Hugh J. Chisholm

His founding and leadership of pulp and paper, fibre-ware, and light and power companies as well as banks and railways made him a dominant figure in Maine industry.

His legacy went beyond his reputation as a capitalist, however; he created the first forest management program for International Paper Company and developed a planned community for the workers in his mills which was a model for the nation.

By the time he was sixteen, he was able to buy out his former employer, hiring over two hundred newsboys to sell papers, magazines and books to railway and steamboat customers.

[2] With his knowledge of what customers were reading, Chisholm Brothers began printing travel guides and founded a lithograph company in Portland, Maine, moving to half-tone photographs and then eventually, in 1888, to picture postcards.

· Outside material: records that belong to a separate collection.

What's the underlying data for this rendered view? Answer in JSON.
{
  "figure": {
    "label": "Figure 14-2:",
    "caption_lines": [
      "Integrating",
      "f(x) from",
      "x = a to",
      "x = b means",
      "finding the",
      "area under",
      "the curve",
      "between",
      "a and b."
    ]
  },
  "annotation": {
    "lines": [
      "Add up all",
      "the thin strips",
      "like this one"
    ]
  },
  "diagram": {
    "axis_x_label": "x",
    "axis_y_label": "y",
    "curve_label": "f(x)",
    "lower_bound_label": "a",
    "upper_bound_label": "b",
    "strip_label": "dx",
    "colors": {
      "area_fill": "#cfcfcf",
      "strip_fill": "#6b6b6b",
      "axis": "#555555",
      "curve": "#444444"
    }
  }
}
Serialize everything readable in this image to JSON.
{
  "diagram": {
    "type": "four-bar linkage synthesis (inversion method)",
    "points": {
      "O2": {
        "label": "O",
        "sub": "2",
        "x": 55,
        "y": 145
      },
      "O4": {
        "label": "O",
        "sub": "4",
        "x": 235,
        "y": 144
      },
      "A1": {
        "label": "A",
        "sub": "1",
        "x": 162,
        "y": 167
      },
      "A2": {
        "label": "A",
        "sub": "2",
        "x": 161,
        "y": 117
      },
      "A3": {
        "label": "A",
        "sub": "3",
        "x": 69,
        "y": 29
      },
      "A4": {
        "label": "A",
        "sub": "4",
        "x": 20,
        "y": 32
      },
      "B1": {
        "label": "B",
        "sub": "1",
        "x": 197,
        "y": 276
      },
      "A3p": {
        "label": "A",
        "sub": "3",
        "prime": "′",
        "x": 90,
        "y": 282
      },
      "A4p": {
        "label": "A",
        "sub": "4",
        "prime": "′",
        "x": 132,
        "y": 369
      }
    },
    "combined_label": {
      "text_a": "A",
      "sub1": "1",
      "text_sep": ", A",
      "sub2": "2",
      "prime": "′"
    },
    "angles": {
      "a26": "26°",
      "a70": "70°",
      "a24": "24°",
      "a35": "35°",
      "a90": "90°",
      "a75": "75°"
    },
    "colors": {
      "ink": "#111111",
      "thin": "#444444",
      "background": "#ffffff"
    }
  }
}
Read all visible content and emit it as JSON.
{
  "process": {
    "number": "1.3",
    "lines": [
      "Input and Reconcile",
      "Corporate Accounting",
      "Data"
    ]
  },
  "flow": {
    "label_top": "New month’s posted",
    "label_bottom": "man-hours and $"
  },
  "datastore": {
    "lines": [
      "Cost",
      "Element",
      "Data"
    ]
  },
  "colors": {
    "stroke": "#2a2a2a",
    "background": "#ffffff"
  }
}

William Augustus Russell, who died suddenly in January 1899, after founding IP (with Chisholm), which was then the largest paper company in the world.

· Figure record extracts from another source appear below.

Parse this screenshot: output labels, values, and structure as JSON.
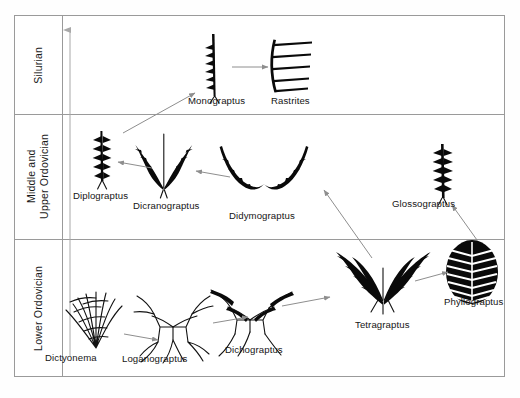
{
  "figure": {
    "type": "range-chart"
  },
  "eras": [
    {
      "id": "silurian",
      "label": "Silurian"
    },
    {
      "id": "middle-upper-ordovician",
      "label": "Middle and\nUpper Ordovician"
    },
    {
      "id": "lower-ordovician",
      "label": "Lower  Ordovician"
    }
  ],
  "genera": [
    {
      "id": "monograptus",
      "label": "Monograptus",
      "era": "silurian"
    },
    {
      "id": "rastrites",
      "label": "Rastrites",
      "era": "silurian"
    },
    {
      "id": "diplograptus",
      "label": "Diplograptus",
      "era": "middle-upper-ordovician"
    },
    {
      "id": "dicranograptus",
      "label": "Dicranograptus",
      "era": "middle-upper-ordovician"
    },
    {
      "id": "didymograptus",
      "label": "Didymograptus",
      "era": "middle-upper-ordovician"
    },
    {
      "id": "glossograptus",
      "label": "Glossograptus",
      "era": "middle-upper-ordovician"
    },
    {
      "id": "dictyonema",
      "label": "Dictyonema",
      "era": "lower-ordovician"
    },
    {
      "id": "loganograptus",
      "label": "Loganograptus",
      "era": "lower-ordovician"
    },
    {
      "id": "dichograptus",
      "label": "Dichograptus",
      "era": "lower-ordovician"
    },
    {
      "id": "tetragraptus",
      "label": "Tetragraptus",
      "era": "lower-ordovician"
    },
    {
      "id": "phyllograptus",
      "label": "Phyllograptus",
      "era": "lower-ordovician"
    }
  ],
  "lineages": [
    {
      "from": "dictyonema",
      "to": "loganograptus"
    },
    {
      "from": "loganograptus",
      "to": "dichograptus"
    },
    {
      "from": "dichograptus",
      "to": "tetragraptus"
    },
    {
      "from": "tetragraptus",
      "to": "phyllograptus"
    },
    {
      "from": "phyllograptus",
      "to": "glossograptus"
    },
    {
      "from": "tetragraptus",
      "to": "didymograptus"
    },
    {
      "from": "didymograptus",
      "to": "dicranograptus"
    },
    {
      "from": "dicranograptus",
      "to": "diplograptus"
    },
    {
      "from": "diplograptus",
      "to": "monograptus"
    },
    {
      "from": "monograptus",
      "to": "rastrites"
    }
  ],
  "time_axis": {
    "direction": "upward",
    "meaning": "younger"
  },
  "colors": {
    "fossil": "#0a0a0a",
    "rule": "#9a9a9a",
    "arrow": "#8e8e8e",
    "text": "#151515"
  }
}
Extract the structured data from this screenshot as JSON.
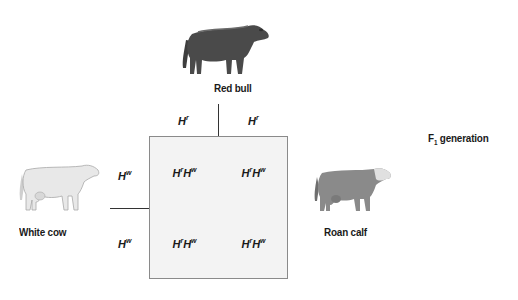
{
  "parents": {
    "bull": {
      "label": "Red bull",
      "icon": "red-bull-image"
    },
    "cow": {
      "label": "White cow",
      "icon": "white-cow-image"
    }
  },
  "offspring": {
    "label": "Roan calf",
    "icon": "roan-calf-image"
  },
  "generation": {
    "label_main": "F",
    "label_sub": "1",
    "label_rest": " generation"
  },
  "punnett": {
    "column_alleles": [
      {
        "base": "H",
        "sup": "r"
      },
      {
        "base": "H",
        "sup": "r"
      }
    ],
    "row_alleles": [
      {
        "base": "H",
        "sup": "w"
      },
      {
        "base": "H",
        "sup": "w"
      }
    ],
    "cells": [
      [
        {
          "a": "H",
          "as": "r",
          "b": "H",
          "bs": "w"
        },
        {
          "a": "H",
          "as": "r",
          "b": "H",
          "bs": "w"
        }
      ],
      [
        {
          "a": "H",
          "as": "r",
          "b": "H",
          "bs": "w"
        },
        {
          "a": "H",
          "as": "r",
          "b": "H",
          "bs": "w"
        }
      ]
    ]
  },
  "colors": {
    "bull": "#4a4a4a",
    "cow": "#e6e6e6",
    "calf": "#8a8a8a",
    "grid_fill": "#f3f3f3"
  }
}
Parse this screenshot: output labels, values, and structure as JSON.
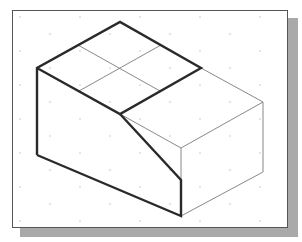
{
  "drawing": {
    "type": "isometric-view",
    "colors": {
      "background": "#ffffff",
      "frame_border": "#555555",
      "frame_shadow": "#a9a9a9",
      "thick_line": "#2a2a2a",
      "thin_line": "#6e6e6e",
      "grid_dot": "#c0c0c0"
    },
    "vertices": {
      "top_apex": [
        120,
        22
      ],
      "left_top": [
        37,
        68
      ],
      "top_right": [
        201,
        68
      ],
      "center_front": [
        120,
        114
      ],
      "left_bottom": [
        37,
        155
      ],
      "front_bottom": [
        181,
        216
      ],
      "far_right_top": [
        263,
        102
      ],
      "far_right_bottom": [
        263,
        172
      ],
      "front_vertical_top": [
        181,
        148
      ]
    }
  }
}
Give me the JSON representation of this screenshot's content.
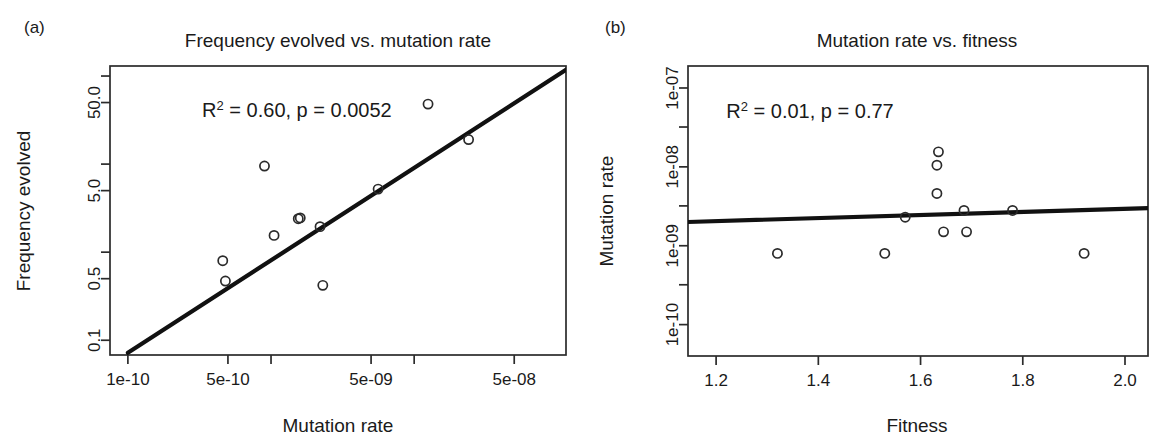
{
  "figure": {
    "width": 1175,
    "height": 447,
    "background": "#ffffff",
    "ink_color": "#2b2b2b"
  },
  "panels": [
    {
      "tag": "(a)",
      "title": "Frequency evolved vs. mutation rate",
      "xlabel": "Mutation rate",
      "ylabel": "Frequency evolved",
      "annotation": "R² = 0.60, p = 0.0052",
      "annotation_parts": {
        "base": "R",
        "sup": "2",
        "rest": " = 0.60, p = 0.0052"
      }
    },
    {
      "tag": "(b)",
      "title": "Mutation rate vs. fitness",
      "xlabel": "Fitness",
      "ylabel": "Mutation rate",
      "annotation": "R² = 0.01, p = 0.77",
      "annotation_parts": {
        "base": "R",
        "sup": "2",
        "rest": " = 0.01, p = 0.77"
      }
    }
  ],
  "chart_data": [
    {
      "panel": "a",
      "type": "scatter",
      "title": "Frequency evolved vs. mutation rate",
      "xlabel": "Mutation rate",
      "ylabel": "Frequency evolved",
      "xscale": "log",
      "yscale": "log",
      "xlim": [
        7.5e-11,
        1.15e-07
      ],
      "ylim": [
        0.068,
        130
      ],
      "grid": false,
      "legend": null,
      "xticks": [
        1e-10,
        5e-10,
        1e-09,
        5e-09,
        1e-08,
        5e-08
      ],
      "xtick_labels": [
        "1e-10",
        "5e-10",
        "",
        "5e-09",
        "",
        "5e-08"
      ],
      "yticks": [
        0.1,
        0.5,
        1,
        5,
        10,
        50,
        100
      ],
      "ytick_labels": [
        "0.1",
        "0.5",
        "",
        "5.0",
        "",
        "50.0",
        ""
      ],
      "annotations": [
        {
          "text": "R² = 0.60, p = 0.0052",
          "x": 3.3e-10,
          "y": 34
        }
      ],
      "points": [
        {
          "x": 4.6e-10,
          "y": 0.8
        },
        {
          "x": 4.8e-10,
          "y": 0.47
        },
        {
          "x": 1.05e-09,
          "y": 1.55
        },
        {
          "x": 1.55e-09,
          "y": 2.4
        },
        {
          "x": 1.6e-09,
          "y": 2.45
        },
        {
          "x": 9e-10,
          "y": 9.5
        },
        {
          "x": 2.2e-09,
          "y": 1.95
        },
        {
          "x": 2.3e-09,
          "y": 0.42
        },
        {
          "x": 5.6e-09,
          "y": 5.2
        },
        {
          "x": 1.25e-08,
          "y": 48.0
        },
        {
          "x": 2.4e-08,
          "y": 19.0
        }
      ],
      "fit_line": {
        "type": "linear-in-log-log",
        "x_start": 1e-10,
        "y_start": 0.072,
        "x_end": 1.15e-07,
        "y_end": 118.0
      },
      "r_squared": 0.6,
      "p_value": 0.0052
    },
    {
      "panel": "b",
      "type": "scatter",
      "title": "Mutation rate vs. fitness",
      "xlabel": "Fitness",
      "ylabel": "Mutation rate",
      "xscale": "linear",
      "yscale": "log",
      "xlim": [
        1.145,
        2.045
      ],
      "ylim": [
        4e-11,
        1.9e-07
      ],
      "grid": false,
      "legend": null,
      "xticks": [
        1.2,
        1.4,
        1.6,
        1.8,
        2.0
      ],
      "xtick_labels": [
        "1.2",
        "1.4",
        "1.6",
        "1.8",
        "2.0"
      ],
      "yticks": [
        1e-10,
        1e-09,
        1e-08,
        1e-07
      ],
      "ytick_labels": [
        "1e-10",
        "1e-09",
        "1e-08",
        "1e-07"
      ],
      "yticks_minor": [
        3.2e-10,
        3.2e-09,
        3.2e-08
      ],
      "annotations": [
        {
          "text": "R² = 0.01, p = 0.77",
          "x": 1.22,
          "y": 4.2e-08
        }
      ],
      "points": [
        {
          "x": 1.32,
          "y": 8e-10
        },
        {
          "x": 1.53,
          "y": 8e-10
        },
        {
          "x": 1.57,
          "y": 2.3e-09
        },
        {
          "x": 1.635,
          "y": 1.55e-08
        },
        {
          "x": 1.632,
          "y": 1.05e-08
        },
        {
          "x": 1.632,
          "y": 4.6e-09
        },
        {
          "x": 1.645,
          "y": 1.5e-09
        },
        {
          "x": 1.685,
          "y": 2.8e-09
        },
        {
          "x": 1.69,
          "y": 1.5e-09
        },
        {
          "x": 1.78,
          "y": 2.8e-09
        },
        {
          "x": 1.92,
          "y": 8e-10
        }
      ],
      "fit_line": {
        "type": "linear-in-x-log-y",
        "x_start": 1.145,
        "y_start": 2e-09,
        "x_end": 2.045,
        "y_end": 3e-09
      },
      "r_squared": 0.01,
      "p_value": 0.77
    }
  ]
}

Chisholm went on to initiate the first forest management program for that company and developed a close relationship with the Yale University School of Forestry.

He was aware of the slums and stacked tenements near mills in Manchester, New Hampshire, and Lawrence and Lowell, Massachusetts, and became convinced that satisfactory comfort and amenities were both practical and enlightened.

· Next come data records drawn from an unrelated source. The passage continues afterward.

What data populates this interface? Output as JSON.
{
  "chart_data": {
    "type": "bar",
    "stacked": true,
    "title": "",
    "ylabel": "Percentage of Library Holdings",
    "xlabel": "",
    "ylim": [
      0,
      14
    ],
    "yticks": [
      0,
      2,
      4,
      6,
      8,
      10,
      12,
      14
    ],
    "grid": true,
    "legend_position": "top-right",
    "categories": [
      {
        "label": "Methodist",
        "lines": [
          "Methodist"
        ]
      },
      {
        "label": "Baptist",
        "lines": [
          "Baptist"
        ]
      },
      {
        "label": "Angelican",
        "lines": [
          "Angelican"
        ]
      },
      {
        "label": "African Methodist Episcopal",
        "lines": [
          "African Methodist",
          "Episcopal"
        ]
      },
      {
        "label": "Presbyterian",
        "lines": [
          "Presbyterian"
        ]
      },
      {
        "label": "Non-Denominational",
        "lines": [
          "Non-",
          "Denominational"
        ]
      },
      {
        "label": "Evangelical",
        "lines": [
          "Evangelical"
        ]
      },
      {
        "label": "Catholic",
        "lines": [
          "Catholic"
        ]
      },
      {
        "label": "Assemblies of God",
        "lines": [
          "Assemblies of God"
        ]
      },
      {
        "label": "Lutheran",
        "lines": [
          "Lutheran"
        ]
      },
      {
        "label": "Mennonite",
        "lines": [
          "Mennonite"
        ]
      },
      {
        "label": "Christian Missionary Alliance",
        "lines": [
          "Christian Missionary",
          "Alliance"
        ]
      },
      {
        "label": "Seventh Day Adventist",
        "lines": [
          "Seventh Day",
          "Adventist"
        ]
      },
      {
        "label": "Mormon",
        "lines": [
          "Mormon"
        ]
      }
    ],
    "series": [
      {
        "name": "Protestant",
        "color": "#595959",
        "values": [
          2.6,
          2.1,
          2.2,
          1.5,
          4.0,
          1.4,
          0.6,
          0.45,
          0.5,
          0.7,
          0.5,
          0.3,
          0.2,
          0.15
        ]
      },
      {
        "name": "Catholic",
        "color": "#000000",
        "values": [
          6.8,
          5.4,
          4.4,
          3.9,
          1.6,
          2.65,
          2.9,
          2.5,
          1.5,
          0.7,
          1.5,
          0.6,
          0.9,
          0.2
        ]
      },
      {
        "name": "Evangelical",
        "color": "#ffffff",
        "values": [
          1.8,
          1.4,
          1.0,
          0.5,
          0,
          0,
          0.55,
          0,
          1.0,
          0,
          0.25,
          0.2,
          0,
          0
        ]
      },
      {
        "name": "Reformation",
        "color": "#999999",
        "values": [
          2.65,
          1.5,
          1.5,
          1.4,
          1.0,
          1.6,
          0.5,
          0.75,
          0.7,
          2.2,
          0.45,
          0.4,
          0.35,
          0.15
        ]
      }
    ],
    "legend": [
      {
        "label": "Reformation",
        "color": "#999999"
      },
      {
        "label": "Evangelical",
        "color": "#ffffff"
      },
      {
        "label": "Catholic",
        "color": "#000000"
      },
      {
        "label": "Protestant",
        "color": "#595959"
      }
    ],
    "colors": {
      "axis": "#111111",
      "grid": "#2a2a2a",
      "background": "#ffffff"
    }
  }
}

Named after his ancestral home in Scotland and designed and built by architect Cass Gilbert, Strathglass Park in Rumford provided housing for many mill workers.

Umbagog pulp mills at Livermore Falls on the Androscoggin River in 1909
Otis Falls paper mills c. 1908 at Chisholm , the industrial village within Jay named for Hugh J. Chisholm
View of Rumford Falls in 1905
Strathglass Park c. 1912
The Chisholm mausoleum in Evergreen Cemetery, Portland, Maine.